Adams Papers

John Adams to Abigail Adams, 13 October 1775

John Adams to Abigail Adams

Octr. 13. 1775

I this day received yours of the 29 of September, and the 1st. of October.

Amidst all your Afflictions, I am greatly rejoiced to find that you all along preserve so proper and so happy a Temper—that you are sensible “the Consolations of Religion are the only sure Comforters.” It is the Constitution under which We are born that if We live long ourselves We must bury our Parents and all our Elder Relatives and many of those who are younger. I have lost a Parent, a Child and a Brother, and each of them left a lasting Impression on my Mind: But, you and I have [many]1 more Relations, and very good Friends to follow to the House [app]ointed for all Flesh, or else We must be followed by them.—In your last you make no Mention of Patty, poor distress’d Girl! I fear the next News I shall hear will be of her Departure, yet I will hope, that Youth, and a strong Constitution which has lasted so long will finally survive. If not We must submit.

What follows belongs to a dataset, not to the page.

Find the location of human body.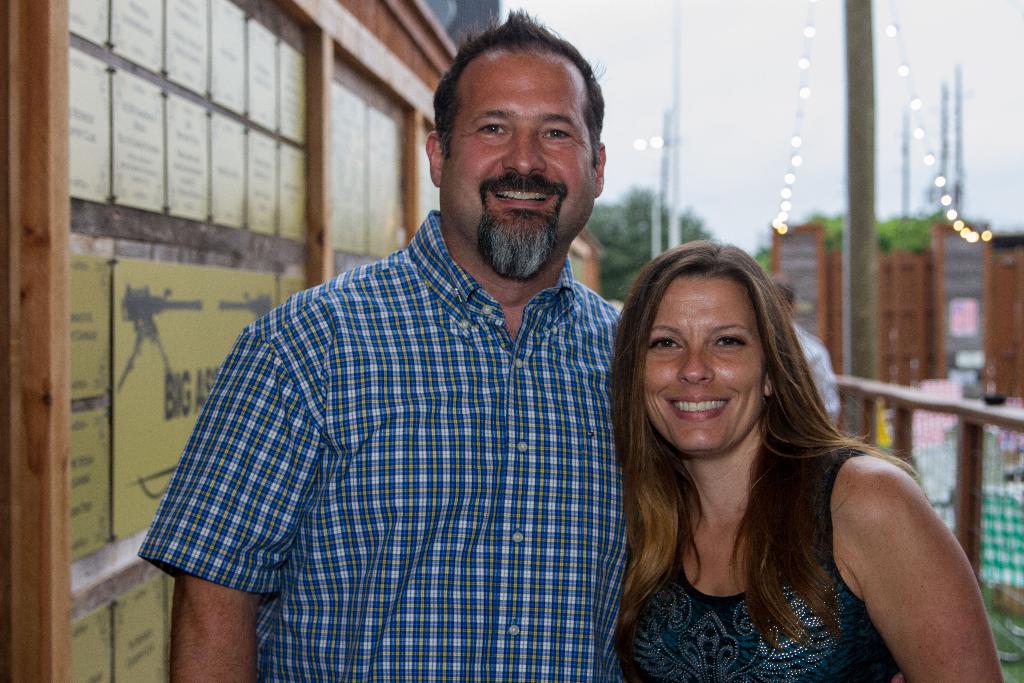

I bewail more than I can express, the Loss of your excellent Mother. I mourn the Loss of so much Purity, and unaffected Piety and Virtue to the World. I know of no better Character left in it. I grieve for you, and your Brother, and sisters, I grieve for your Father, whose Age will need the Succour of so excellent a Companion. But I grieve for nobody more than my Children, and Brothers Smiths and Mr. Cranch’s. Her most amiable, and discreet Example, as well as her Kind Skill and Care I have ever relyed upon in my own Mind, for the Education of these little Swarms. Not that I have not a proper Esteem for the Capacity and Disposition of the Mothers, but I know that the Efforts of the Grandmother, are of great Importance, when they second those of the Parent. And I am sure that my Children are the better for the forming Hand of their Grandmother.

It gives me great Joy to learn that ours are well—let us be thankfull for this and many other Blessings yet granted us. Pray my dear cherish in the Minds of my Nabby and Johnny and Charly and Tommy the Remembrance of their Grand mamma, and remind them of her Precepts and Example.

God almighty grant to you and to every Branch of the Family, all the Support that you want! You and I, my dear, have Reason, if ever Mortals had, to be thoughtfull—to look forward beyond the transitory Scene. Whatever is preparing for Us, let us be prepared to receive. It is Time for Us to subdue our Passions of every Kind. The Prospect before Us is an Ocean of Uncertainties, in which no pleasing objects appear. We have few Hopes, excepting that of preserving our Honour and our Consciences untainted and a free Constitution to our Country. Let me be sure of these, and amidst all my Weaknesses, I cannot be overcome. With these I can be happy, in extream Poverty, in humble Insignificance, nay I hope and believe, in Death: without them I should be miserable, with a Crown upon my Head, Millions in my Coffers, and a gaping, idolizing Multitude at my Feet.—My Heart is too full of Grief for you and our Friends to whom I wish you to present my Regards, to say any Thing of News or Politicks. Yet the Affair of the surgeon general is so strange, and important an Event that I cannot close this gloomy Letter, without adding a Sigh for this imprudent unfortunate Man! I know not whether the Evidence will support the Word Treachery, but what may We not expect after Treachery to himself, his Wife and Children!2

RC (Adams Papers); addressed: “To Mrs. Adams Braintree To the Care of Coll Warren”; endorsed: “Octobr. 13”; docketed in an unidentified hand.

1Here and below, MS is torn by seal.

2Church’s intermediary in the affair of the cipher letter was a woman generally believed to be his mistress; it was therefore supposed that one of the reasons why he took money from the British was in order to support her. See Allen French, General Gage’s Informers, p. 183 ff.